They stood trembling before him, white in the face, like petitioners. But he, weary and thinking of his papers, was seized with a stubborn unwillingness, though he was seldom able to refuse his wife anything.

“No, Léonie,” he said, firmly. “And you must never promise things of which you’re not certain.”

He turned away, went round the screen and sat down to his work.

They looked at each other, the mother and the step-son. Slowly, aimlessly, they moved away, to the front-verandah, where a moist, dripping darkness drifted between the stately pillars. They saw a white form coming through the swamped garden. They started, for they were now afraid of everything, thinking at the sight of every figure of the chastisement that would overtake them like some strange thing, if they remained in the paternal house which they had covered with shame. But, when they looked more closely, they saw that it was Doddie. She had come home; she said, trembling, that she had been at Eva Eldersma’s. Actually she had been walking with Addie de Luce; and they had sheltered from the rain in the compound. She was very pale, she was trembling; but Léonie and Theo did not notice it in the dark verandah, even as she herself did not see that her step-mother and Theo were pale. She was trembling like that because in the garden—Addie had brought her to the gate—stones had been thrown at her. It must have been some impudent Javanese, who hated her father and his house and his household; but, in the dark verandah, where she saw her step-mother and her brother sitting side by side in silence, as though in despair, she suddenly felt, she did not know why, that it was not an impudent Javanese....

She sat down by them, silently. They looked out at the damp, dark garden, over which the spacious night was hovering as on the wings of a gigantic bat. And, in the mute melancholy which drifted like a grey twilight between the tall white pillars, all three of them—Doddie singly, but the step-mother and step-son together—felt frightened to death and crushed by the strange thing that was about to befall them....

Chapter Twenty-Six

And, despite their anxiety, the two sought each other all the oftener, feeling themselves now bound by indissoluble bonds. In the afternoon he would steal to her room; and, despite their anxiety, they lost themselves in wild embraces and then remained close together.

“It must be nonsense, Léonie,” he whispered.

“Yes, but then what is it?” she murmured in return. “After all, I heard the moaning and heard the stone whizz through the air.”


### ACTIVITY
State, as a single number, how many lines in the data below contain "visible".

### INPUT
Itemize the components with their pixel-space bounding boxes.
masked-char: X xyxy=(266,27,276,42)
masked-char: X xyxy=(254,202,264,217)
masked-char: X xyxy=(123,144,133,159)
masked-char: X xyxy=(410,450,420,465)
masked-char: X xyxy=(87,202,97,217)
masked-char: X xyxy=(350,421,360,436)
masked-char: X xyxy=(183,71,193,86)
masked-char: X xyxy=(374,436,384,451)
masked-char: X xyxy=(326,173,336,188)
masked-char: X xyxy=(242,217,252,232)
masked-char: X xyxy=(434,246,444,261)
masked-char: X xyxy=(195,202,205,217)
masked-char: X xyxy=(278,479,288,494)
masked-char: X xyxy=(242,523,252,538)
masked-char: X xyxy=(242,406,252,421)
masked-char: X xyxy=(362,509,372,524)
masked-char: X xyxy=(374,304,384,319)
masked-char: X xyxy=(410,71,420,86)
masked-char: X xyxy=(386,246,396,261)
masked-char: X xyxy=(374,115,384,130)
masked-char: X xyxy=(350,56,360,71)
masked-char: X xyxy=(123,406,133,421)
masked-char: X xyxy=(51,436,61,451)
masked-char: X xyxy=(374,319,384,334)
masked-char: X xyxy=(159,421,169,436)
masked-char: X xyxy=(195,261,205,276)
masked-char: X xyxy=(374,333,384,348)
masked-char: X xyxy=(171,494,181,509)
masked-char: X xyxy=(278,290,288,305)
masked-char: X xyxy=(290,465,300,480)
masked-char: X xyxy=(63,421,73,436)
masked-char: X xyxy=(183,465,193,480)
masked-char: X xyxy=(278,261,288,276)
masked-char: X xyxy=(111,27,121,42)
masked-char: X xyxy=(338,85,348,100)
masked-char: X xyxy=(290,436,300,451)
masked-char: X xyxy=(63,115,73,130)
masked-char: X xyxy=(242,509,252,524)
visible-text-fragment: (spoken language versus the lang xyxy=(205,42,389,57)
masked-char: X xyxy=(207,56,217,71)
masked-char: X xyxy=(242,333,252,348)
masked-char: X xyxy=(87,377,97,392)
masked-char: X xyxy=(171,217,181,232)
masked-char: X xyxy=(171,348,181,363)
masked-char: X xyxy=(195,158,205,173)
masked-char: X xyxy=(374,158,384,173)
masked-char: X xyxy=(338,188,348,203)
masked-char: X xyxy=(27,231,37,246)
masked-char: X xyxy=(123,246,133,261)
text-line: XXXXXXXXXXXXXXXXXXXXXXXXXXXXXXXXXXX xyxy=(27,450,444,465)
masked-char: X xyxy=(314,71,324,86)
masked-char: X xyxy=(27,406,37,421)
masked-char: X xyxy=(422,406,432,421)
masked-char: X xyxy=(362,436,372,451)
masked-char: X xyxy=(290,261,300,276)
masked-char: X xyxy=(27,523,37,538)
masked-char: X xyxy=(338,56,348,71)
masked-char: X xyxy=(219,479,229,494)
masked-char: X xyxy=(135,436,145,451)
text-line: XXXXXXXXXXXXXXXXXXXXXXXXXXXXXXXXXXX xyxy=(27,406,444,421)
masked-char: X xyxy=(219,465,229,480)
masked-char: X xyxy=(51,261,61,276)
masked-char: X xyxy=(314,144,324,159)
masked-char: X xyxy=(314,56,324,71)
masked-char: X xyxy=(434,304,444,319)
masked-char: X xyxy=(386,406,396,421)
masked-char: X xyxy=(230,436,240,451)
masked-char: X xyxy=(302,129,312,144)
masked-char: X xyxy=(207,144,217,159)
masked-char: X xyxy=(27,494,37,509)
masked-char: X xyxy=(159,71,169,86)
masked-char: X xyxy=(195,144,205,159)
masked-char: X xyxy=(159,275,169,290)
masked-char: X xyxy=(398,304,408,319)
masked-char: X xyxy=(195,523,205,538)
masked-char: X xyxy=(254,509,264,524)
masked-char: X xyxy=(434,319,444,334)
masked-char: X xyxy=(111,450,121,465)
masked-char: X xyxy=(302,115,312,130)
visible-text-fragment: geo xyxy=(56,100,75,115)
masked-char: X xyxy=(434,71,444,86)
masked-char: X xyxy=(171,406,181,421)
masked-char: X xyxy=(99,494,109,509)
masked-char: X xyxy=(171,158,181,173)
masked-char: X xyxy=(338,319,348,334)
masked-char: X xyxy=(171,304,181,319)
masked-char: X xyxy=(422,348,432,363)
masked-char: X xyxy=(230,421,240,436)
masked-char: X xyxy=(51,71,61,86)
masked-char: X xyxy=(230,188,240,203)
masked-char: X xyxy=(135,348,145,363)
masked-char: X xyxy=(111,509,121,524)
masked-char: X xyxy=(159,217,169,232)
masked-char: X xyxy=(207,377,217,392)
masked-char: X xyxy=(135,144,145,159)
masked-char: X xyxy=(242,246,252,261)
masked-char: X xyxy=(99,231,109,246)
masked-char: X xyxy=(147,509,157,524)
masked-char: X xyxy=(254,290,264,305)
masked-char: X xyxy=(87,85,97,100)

### TASK ANSWER
2